One evening before an All Hallow’s Eve, I found myself driving alone in the dark on a road not that well-traveled that time of night. Because it was the night before what we know as Halloween, the playlist of the radio program focusing on Celtic music was made up solely of dark songs suitable for the holiday.

One song in particular eerily fit the moment. It told the story of women, kidnapped by faeries and held with their babies in a cave. The song was of women singing to their loved ones left behind in the hopes that their families would find them.

As the song played, a line appeared in my thoughts: “You’re part faery, aren’t you?” The line wasn’t found in the song but came somewhere from my imagination. It inspired the premise for the story of young Lyric Doherty and her friends Andrew Devlin and Saoirse O’Suilleabean, The Mists of Na Crainn, a young adult novel still in progress. The three share a common purpose, to find the knowledge denied to them–science, math and other aspects of how the universe works.

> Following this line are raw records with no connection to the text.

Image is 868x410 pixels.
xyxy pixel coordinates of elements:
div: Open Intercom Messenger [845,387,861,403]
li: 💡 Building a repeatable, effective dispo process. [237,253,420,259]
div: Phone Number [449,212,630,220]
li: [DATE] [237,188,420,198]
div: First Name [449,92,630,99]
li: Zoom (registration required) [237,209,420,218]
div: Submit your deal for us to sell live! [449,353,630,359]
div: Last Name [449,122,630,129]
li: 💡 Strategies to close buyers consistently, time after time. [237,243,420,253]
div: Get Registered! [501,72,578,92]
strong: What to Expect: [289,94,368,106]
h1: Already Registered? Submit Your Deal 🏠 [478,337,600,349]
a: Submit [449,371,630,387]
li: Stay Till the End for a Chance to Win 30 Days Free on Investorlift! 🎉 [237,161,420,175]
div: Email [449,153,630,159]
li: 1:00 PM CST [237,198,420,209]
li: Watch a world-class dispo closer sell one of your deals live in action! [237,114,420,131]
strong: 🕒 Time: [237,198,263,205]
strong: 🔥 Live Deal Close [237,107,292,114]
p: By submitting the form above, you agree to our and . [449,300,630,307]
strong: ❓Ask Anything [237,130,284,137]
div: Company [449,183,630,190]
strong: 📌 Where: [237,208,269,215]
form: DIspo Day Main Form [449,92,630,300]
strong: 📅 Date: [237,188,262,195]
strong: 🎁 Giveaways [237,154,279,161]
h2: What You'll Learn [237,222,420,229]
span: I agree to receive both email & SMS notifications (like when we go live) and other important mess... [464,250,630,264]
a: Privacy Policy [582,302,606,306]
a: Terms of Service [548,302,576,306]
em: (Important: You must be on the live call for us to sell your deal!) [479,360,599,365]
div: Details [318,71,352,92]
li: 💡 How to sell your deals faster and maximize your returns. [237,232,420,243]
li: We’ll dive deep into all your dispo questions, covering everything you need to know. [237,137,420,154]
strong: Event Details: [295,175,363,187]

This May, I make my first trip to Ireland. Even though I largely completed Mists sometime ago, I knew it would never be complete until I had the opportunity to visit the place that inspired its setting and some of the characters, Ireland and its mythology. The Village Na Crainn, where magic is everyday life, isn’t exactly like the Ireland where we’ll land in a short time but I anticipate visiting there will have an impact on the novel’s final draft.

What also came with preparation for the trip is a new beginning based on some very good feedback from someone who read early drafts. With time and this trip, I hope the novel takes its final leap toward publication for anyone to read. I look forward soon to sharing this world, created by me but still fascinating to me.